Over the course of the issue, we get to meet Black and brown people who are practitioners of an astonishingly wide range of sports and movement forms: ballet, Muay Thai, powerlifting, skateboarding, soccer, yoga, and much more. Throughout the issue, you’re clearly striking a delicate balance. You’re giving people space to speak on their joy-filled love of their sport or craft, while also giving them space to reflect on the ways that their sport or craft might be tainted by the forces of white supremacy and exclusion. How did you think about that balance?
It’s not contrived. We don’t say, ‘Make sure you talk about how you’re marginalized.’ It’s more about giving people a space to geek out about what they love, but also say, ‘Know that there’s a way in which I’m grounded in my experience that’s shaped by my identity and my heritage.’
It just comes out. It’s not something I force on myself or any of the other contributors. It’s more like, ‘Man, I can really speak freely here, and talk about the thing I love,’ while knowing that there are some aspects of it that are wrapped up in white supremacy. And knowing that some of the dominance that white people have had in these fields comes from taking things Black and brown people were already doing and finding ways of putting new structures around them to monetize it.
There’s a global community of Black and brown creatives from all industries who are really passionate about what they do, and at the same time, are really imaginative about the world they want to see and the world they want to live in. That’s the creative nuance.
This issue is about much more than just somebody who loves soccer, somebody who loves lifting weights, someone who loves going downhill on a bicycle really fast. Everybody in this issue is bringing the weight, the pride, the joy, and the pain of their life into their work.
When it’s safe again, what’s one thing you’re really looking forward to being able to do, in terms of your physical body and being with other people?
God almighty, I miss dancing. I can dance in my house or my studio, that’s fine, whatever. But the vibe and the energy that is transferred when other people are dancing and the music is pumping back through your body? I miss that.

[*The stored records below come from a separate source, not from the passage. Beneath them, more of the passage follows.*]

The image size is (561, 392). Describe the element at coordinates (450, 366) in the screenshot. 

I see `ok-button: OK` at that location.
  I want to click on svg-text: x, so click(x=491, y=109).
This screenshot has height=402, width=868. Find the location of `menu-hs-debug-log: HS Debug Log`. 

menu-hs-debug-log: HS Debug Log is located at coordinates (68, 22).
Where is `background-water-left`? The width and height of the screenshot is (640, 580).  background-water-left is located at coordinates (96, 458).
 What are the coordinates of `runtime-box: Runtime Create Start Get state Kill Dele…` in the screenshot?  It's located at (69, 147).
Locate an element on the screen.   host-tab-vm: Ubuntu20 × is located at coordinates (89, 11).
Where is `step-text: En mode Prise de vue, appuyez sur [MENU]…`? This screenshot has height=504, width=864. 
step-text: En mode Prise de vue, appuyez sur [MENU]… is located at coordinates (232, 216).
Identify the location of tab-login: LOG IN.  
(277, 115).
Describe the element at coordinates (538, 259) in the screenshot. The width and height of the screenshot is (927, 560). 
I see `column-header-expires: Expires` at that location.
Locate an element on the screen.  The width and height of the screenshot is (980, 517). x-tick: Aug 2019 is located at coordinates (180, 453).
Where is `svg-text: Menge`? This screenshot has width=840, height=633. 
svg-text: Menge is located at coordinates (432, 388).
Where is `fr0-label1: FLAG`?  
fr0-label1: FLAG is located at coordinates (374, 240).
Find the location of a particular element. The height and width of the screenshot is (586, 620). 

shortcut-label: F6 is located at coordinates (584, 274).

I’ve been talking to all of my dancer friends asking, ‘What’s going to be the new place? All of them are shutting down!’ The place I loved dancing at is unfortunately not here—Spirithaus Gallery, which was a block away from my studio. [In May, Spirithaus, a West Oakland arts and events space, announced it was leaving its Adeline Street warehouse and evolving into its next chapter, however that looks.]
I think we’re going to go back to house parties, and dancing in people’s backyards. I think that’s what it should be.